Sources privy with the prolonged land ownership wrangles say Abu, as he is popularly known, has a vast interest in dominating the county’s politics and economy, and had used a group of squatters known to be loyal to him to side with Bandari Investment Co Ltd and ensure he gets the land despite court orders restraining the firm from utilizing the land until the dispute is settled. On September 26, 2019, a High Court in Mombasa directed that the parties were at liberty to engage the National Land Commission and Department of Land Adjudication and Settlement, to see if and whether the matter could be settled out of court, but nothing has since been achieved following persistent interference from the businessman.
The tycoon’s strong appetite for the land has even reached a point where he would sponsor squatters to sacrifice slaughtered goats on the plot in attempts to win the land, according to a source.
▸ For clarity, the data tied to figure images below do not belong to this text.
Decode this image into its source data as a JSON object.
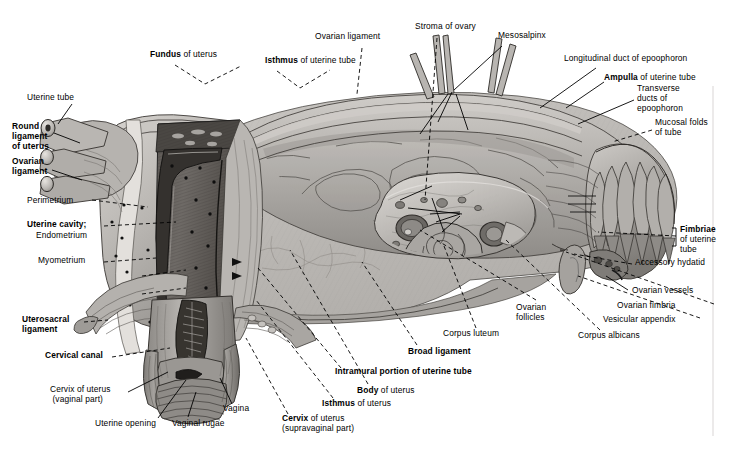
{
  "figure": {
    "type": "anatomical-illustration",
    "style": "grayscale pencil/wash medical drawing",
    "background_color": "#ffffff",
    "ink_color": "#000000"
  },
  "labels": [
    {
      "id": "uterine-tube",
      "text": "Uterine tube",
      "bold_part": "",
      "x": 27,
      "y": 96,
      "align": "left",
      "weight": "normal"
    },
    {
      "id": "round-ligament",
      "text": "Round\nligament\nof uterus",
      "bold_part": "all",
      "x": 12,
      "y": 125,
      "align": "left",
      "weight": "bold"
    },
    {
      "id": "ovarian-ligament-l",
      "text": "Ovarian\nligament",
      "bold_part": "all",
      "x": 12,
      "y": 160,
      "align": "left",
      "weight": "bold"
    },
    {
      "id": "perimetrium",
      "text": "Perimetrium",
      "bold_part": "",
      "x": 27,
      "y": 200,
      "align": "left",
      "weight": "normal"
    },
    {
      "id": "uterine-cavity",
      "text": "Uterine cavity;",
      "bold_part": "all",
      "x": 27,
      "y": 225,
      "align": "left",
      "weight": "bold"
    },
    {
      "id": "endometrium",
      "text": "Endometrium",
      "bold_part": "",
      "x": 36,
      "y": 235,
      "align": "left",
      "weight": "normal"
    },
    {
      "id": "myometrium",
      "text": "Myometrium",
      "bold_part": "",
      "x": 38,
      "y": 260,
      "align": "left",
      "weight": "normal"
    },
    {
      "id": "uterosacral-ligament",
      "text": "Uterosacral\nligament",
      "bold_part": "all",
      "x": 22,
      "y": 318,
      "align": "left",
      "weight": "bold"
    },
    {
      "id": "cervical-canal",
      "text": "Cervical canal",
      "bold_part": "all",
      "x": 45,
      "y": 355,
      "align": "left",
      "weight": "bold"
    },
    {
      "id": "cervix-vaginal",
      "text": "Cervix of uterus\n(vaginal part)",
      "bold_part": "",
      "x": 50,
      "y": 390,
      "align": "left",
      "weight": "normal"
    },
    {
      "id": "uterine-opening",
      "text": "Uterine opening",
      "bold_part": "",
      "x": 95,
      "y": 422,
      "align": "left",
      "weight": "normal"
    },
    {
      "id": "vaginal-rugae",
      "text": "Vaginal rugae",
      "bold_part": "",
      "x": 172,
      "y": 422,
      "align": "left",
      "weight": "normal"
    },
    {
      "id": "vagina",
      "text": "Vagina",
      "bold_part": "",
      "x": 223,
      "y": 408,
      "align": "left",
      "weight": "normal"
    },
    {
      "id": "cervix-supravaginal",
      "text": "Cervix of uterus\n(supravaginal part)",
      "bold_part": "Cervix",
      "x": 282,
      "y": 418,
      "align": "left",
      "weight": "normal"
    },
    {
      "id": "isthmus-uterus",
      "text": "Isthmus of uterus",
      "bold_part": "Isthmus",
      "x": 322,
      "y": 403,
      "align": "left",
      "weight": "normal"
    },
    {
      "id": "body-uterus",
      "text": "Body of uterus",
      "bold_part": "Body",
      "x": 357,
      "y": 390,
      "align": "left",
      "weight": "normal"
    },
    {
      "id": "intramural-portion",
      "text": "Intramural portion of uterine tube",
      "bold_part": "all",
      "x": 335,
      "y": 371,
      "align": "left",
      "weight": "bold"
    },
    {
      "id": "broad-ligament",
      "text": "Broad ligament",
      "bold_part": "all",
      "x": 408,
      "y": 351,
      "align": "left",
      "weight": "bold"
    },
    {
      "id": "corpus-luteum",
      "text": "Corpus luteum",
      "bold_part": "",
      "x": 443,
      "y": 333,
      "align": "left",
      "weight": "normal"
    },
    {
      "id": "ovarian-follicles",
      "text": "Ovarian\nfollicles",
      "bold_part": "",
      "x": 516,
      "y": 307,
      "align": "left",
      "weight": "normal"
    },
    {
      "id": "corpus-albicans",
      "text": "Corpus albicans",
      "bold_part": "",
      "x": 578,
      "y": 335,
      "align": "left",
      "weight": "normal"
    },
    {
      "id": "vesicular-appendix",
      "text": "Vesicular appendix",
      "bold_part": "",
      "x": 603,
      "y": 319,
      "align": "left",
      "weight": "normal"
    },
    {
      "id": "ovarian-fimbria",
      "text": "Ovarian fimbria",
      "bold_part": "",
      "x": 617,
      "y": 305,
      "align": "left",
      "weight": "normal"
    },
    {
      "id": "ovarian-vessels",
      "text": "Ovarian vessels",
      "bold_part": "",
      "x": 632,
      "y": 290,
      "align": "left",
      "weight": "normal"
    },
    {
      "id": "accessory-hydatid",
      "text": "Accessory hydatid",
      "bold_part": "",
      "x": 635,
      "y": 262,
      "align": "left",
      "weight": "normal"
    },
    {
      "id": "fimbriae",
      "text": "Fimbriae",
      "bold_part": "all",
      "x": 680,
      "y": 229,
      "align": "left",
      "weight": "bold"
    },
    {
      "id": "fimbriae-sub",
      "text": "of uterine\ntube",
      "bold_part": "",
      "x": 680,
      "y": 239,
      "align": "left",
      "weight": "normal"
    },
    {
      "id": "mucosal-folds",
      "text": "Mucosal folds\nof tube",
      "bold_part": "",
      "x": 655,
      "y": 122,
      "align": "left",
      "weight": "normal"
    },
    {
      "id": "transverse-ducts",
      "text": "Transverse\nducts of\nepoophoron",
      "bold_part": "",
      "x": 637,
      "y": 88,
      "align": "left",
      "weight": "normal"
    },
    {
      "id": "ampulla",
      "text": "Ampulla of uterine tube",
      "bold_part": "Ampulla",
      "x": 604,
      "y": 77,
      "align": "left",
      "weight": "normal"
    },
    {
      "id": "longitudinal-duct",
      "text": "Longitudinal duct of epoophoron",
      "bold_part": "",
      "x": 564,
      "y": 58,
      "align": "left",
      "weight": "normal"
    },
    {
      "id": "mesosalpinx",
      "text": "Mesosalpinx",
      "bold_part": "",
      "x": 498,
      "y": 35,
      "align": "left",
      "weight": "normal"
    },
    {
      "id": "stroma-of-ovary",
      "text": "Stroma of ovary",
      "bold_part": "",
      "x": 415,
      "y": 26,
      "align": "left",
      "weight": "normal"
    },
    {
      "id": "ovarian-ligament-t",
      "text": "Ovarian ligament",
      "bold_part": "",
      "x": 315,
      "y": 36,
      "align": "left",
      "weight": "normal"
    },
    {
      "id": "isthmus-tube",
      "text": "Isthmus of uterine tube",
      "bold_part": "Isthmus",
      "x": 265,
      "y": 60,
      "align": "left",
      "weight": "normal"
    },
    {
      "id": "fundus-uterus",
      "text": "Fundus of uterus",
      "bold_part": "Fundus",
      "x": 150,
      "y": 54,
      "align": "left",
      "weight": "normal"
    }
  ],
  "structures": [
    {
      "name": "uterine-tube-left-stump",
      "description": "cut stump of uterine tube, upper left"
    },
    {
      "name": "round-ligament-stump",
      "description": "cut stump of round ligament of uterus"
    },
    {
      "name": "ovarian-ligament-stump",
      "description": "cut stump of ovarian ligament"
    },
    {
      "name": "uterus-body-section",
      "description": "sagittally sectioned uterine wall showing cavity, endometrium, myometrium"
    },
    {
      "name": "cervix-and-vagina",
      "description": "cervix with cervical canal and opened vaginal wall with rugae"
    },
    {
      "name": "broad-ligament-sheet",
      "description": "large translucent sheet of broad ligament / mesosalpinx"
    },
    {
      "name": "ovary-sectioned",
      "description": "sectioned ovary showing stroma, follicles, corpus luteum, corpus albicans"
    },
    {
      "name": "uterine-tube-ampulla",
      "description": "ampulla of uterine tube with mucosal folds"
    },
    {
      "name": "fimbriae-fringe",
      "description": "fringe of fimbriae at the infundibulum"
    },
    {
      "name": "epoophoron-ducts",
      "description": "longitudinal and transverse ducts of epoophoron within mesosalpinx"
    },
    {
      "name": "vesicular-appendix",
      "description": "small pedunculated vesicle near fimbriae"
    },
    {
      "name": "ovarian-vessels",
      "description": "vessels entering at the ovarian hilum"
    }
  ]
}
More than 40 black goats allegedly donated by him were slaughtered in a sacrificial ritual said to have been done on monthly basis since 2016 and carried out by two former leaders of the squatters namely a one Chiponda, Kalama and a one Ndoro, a village elder-cum-informer. “This person boasts of bagging both the regional administration and judiciary and he has been using some of the squatters under his payroll to turn to witchcraft, in which over 40 black goats and chickens have been slaughtered at night within the 60-acre piece of land in beliefs that all marooned squatters would wake up one day and move out to pave way for him to own the land.” Sometimes in 2016, officials of the Nguu Tatu Residents Group were summoned by then the Mombasa county land CEC, Anthony Njaramba, who tricked them that they were being called for a joint meeting with Bandari Investments Co Ltd, according to one squatter who attended the meeting.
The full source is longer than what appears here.